MUs have a /social/ aspect to them. At no point in MUing am I actually karate chopping people or performing heart surgery. I am talking to people all the fucking time, though. The social aspect of MUing also tends to determine if anybody enjoys spending their time RPing with me. That's kind of important. Your RL kung fu or medical knowledge isn't particularly relevant to me enjoying the 5 hours I spend RPing with you unless I'm some kind of pedant. Whereas people being bad at lying, persuasion, etc, while they're SUPPOSED to be some suave casanova is actually a noticeable drag on writing. If somebody wants to roll brawl dice at me and punch me, okay, I got punched. It doesn't really matter how they pose punching. And punching has no real "effect" beyond the physical damage. If you pose a god awful bit of persuasion and succeed on a roll, I now have to write a handful of poses of my character falling for garbage.
It's just the way things are, and the way things always will be. Because we are not just playing a game. MUing is not a video game. It's a collaborative writing experiment.
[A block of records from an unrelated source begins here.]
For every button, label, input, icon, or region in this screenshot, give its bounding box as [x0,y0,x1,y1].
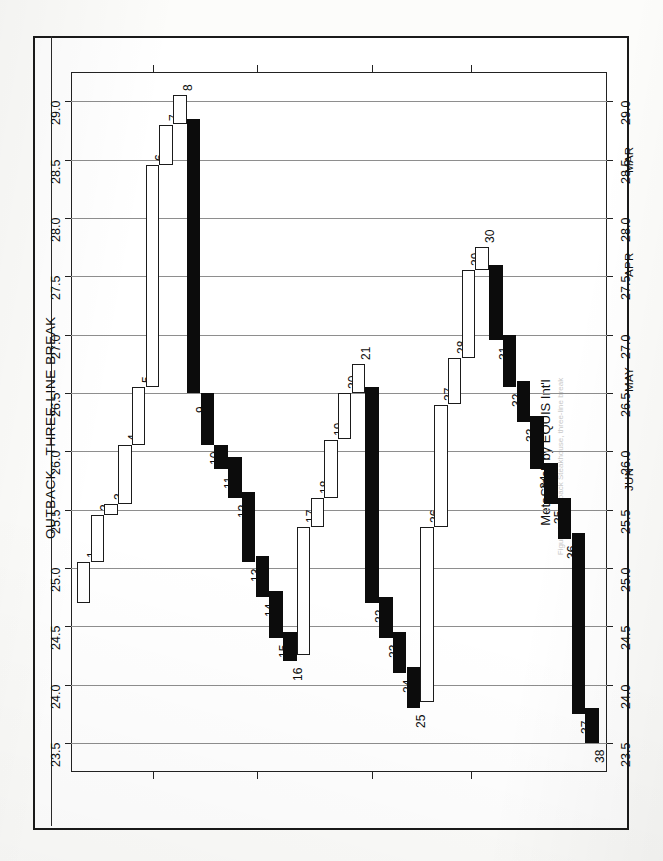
three-line-break-block [228,457,241,498]
three-line-break-block [475,247,488,270]
price-tick [65,276,71,277]
three-line-break-block [297,527,310,655]
three-line-break-block [379,597,392,638]
scanned-page: OUTBACK—THREE-LINE BREAK MetaStock by EQ… [0,0,663,861]
three-line-break-block [393,632,406,673]
month-axis-label: MAR [623,146,635,172]
month-tick [153,65,154,72]
month-tick [372,65,373,72]
three-line-break-block [256,556,269,597]
price-gridline [71,451,607,452]
three-line-break-block [242,492,255,562]
price-axis-label: 27.5 [49,276,63,300]
price-gridline [71,510,607,511]
three-line-break-block [558,498,571,539]
block-number-label: 38 [593,749,607,762]
three-line-break-block [214,445,227,468]
price-tick [65,626,71,627]
price-axis-label: 24.0 [619,684,633,708]
three-line-break-block [338,393,351,440]
price-tick [607,218,613,219]
three-line-break-block [352,364,365,393]
price-tick [65,218,71,219]
price-axis-label: 25.5 [619,509,633,533]
block-number-label: 25 [414,714,428,727]
price-axis-label: 28.5 [49,159,63,183]
three-line-break-block [283,632,296,661]
three-line-break-block [462,270,475,358]
three-line-break-block [146,165,159,387]
three-line-break-block [517,381,530,422]
price-tick [607,160,613,161]
price-axis-label: 25.0 [619,567,633,591]
price-axis-label: 26.5 [619,392,633,416]
price-tick [607,393,613,394]
price-axis-label: 25.0 [49,567,63,591]
month-axis-label: MAY [623,367,635,392]
three-line-break-block [544,463,557,504]
three-line-break-block [77,562,90,603]
three-line-break-block [324,440,337,498]
price-tick [607,568,613,569]
price-axis-label: 25.5 [49,509,63,533]
price-tick [607,626,613,627]
three-line-break-block [311,498,324,527]
block-number-label: 30 [483,230,497,243]
month-tick [257,772,258,779]
month-tick [471,772,472,779]
price-axis-label: 28.0 [619,217,633,241]
three-line-break-block [530,416,543,469]
price-gridline [71,743,607,744]
three-line-break-block [448,358,461,405]
price-tick [65,568,71,569]
price-tick [607,335,613,336]
rotated-chart-wrapper: OUTBACK—THREE-LINE BREAK MetaStock by EQ… [0,0,663,861]
month-tick [471,65,472,72]
price-gridline [71,626,607,627]
month-tick [153,772,154,779]
price-tick [65,393,71,394]
three-line-break-block [434,405,447,528]
block-number-label: 16 [291,668,305,681]
price-tick [65,685,71,686]
price-tick [607,743,613,744]
three-line-break-block [407,667,420,708]
three-line-break-block [91,515,104,562]
three-line-break-block [201,393,214,446]
price-axis-label: 28.0 [49,217,63,241]
block-number-label: 8 [181,85,195,92]
price-axis-label: 23.5 [619,742,633,766]
three-line-break-block [269,591,282,638]
price-axis-label: 24.5 [49,626,63,650]
three-line-break-block [159,125,172,166]
price-axis-label: 24.0 [49,684,63,708]
price-axis-label: 26.5 [49,392,63,416]
price-axis-label: 29.0 [619,101,633,125]
price-tick [607,685,613,686]
price-axis-label: 27.0 [49,334,63,358]
price-tick [65,101,71,102]
three-line-break-block [132,387,145,445]
three-line-break-block [365,387,378,603]
price-tick [65,451,71,452]
price-axis-label: 24.5 [619,626,633,650]
three-line-break-block [118,445,131,503]
price-gridline [71,101,607,102]
price-tick [65,335,71,336]
block-number-label: 21 [359,346,373,359]
price-tick [607,276,613,277]
price-tick [65,510,71,511]
price-tick [607,510,613,511]
three-line-break-block [489,265,502,341]
price-tick [607,451,613,452]
three-line-break-block [503,335,516,388]
price-axis-label: 26.0 [49,451,63,475]
three-line-break-block [104,504,117,516]
three-line-break-block [187,119,200,393]
price-axis-label: 27.0 [619,334,633,358]
three-line-break-block [420,527,433,702]
month-axis-label: APR [623,253,635,278]
price-gridline [71,568,607,569]
price-gridline [71,685,607,686]
price-gridline [71,160,607,161]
Understanding social dynamics and how to make a pretty turn of phrase or write a convincing argument is a hell of a lot more important than how well you can describe punching somebody with the exact realistic amount of force needed to break their nose and shove bone shards up into their brain.
This whole "we don't expect people to actually be doctors! we just let them roll medicine, so we should just let people faceroll across the keyboard and roll dice for social interactions!" just seems daft. Social interactions are more of a give and take thing. A fist fight is just a 'versus' thing. A medical roll is just 'do you succeed or not'.
It's one of the more pointless recurring arguments around here.
Playing with incredibly socially inept people just /is not fun/. Even if your game lets them roll dice to make up for it, they will quickly wind up ostracized on account of not being a fun RP partner.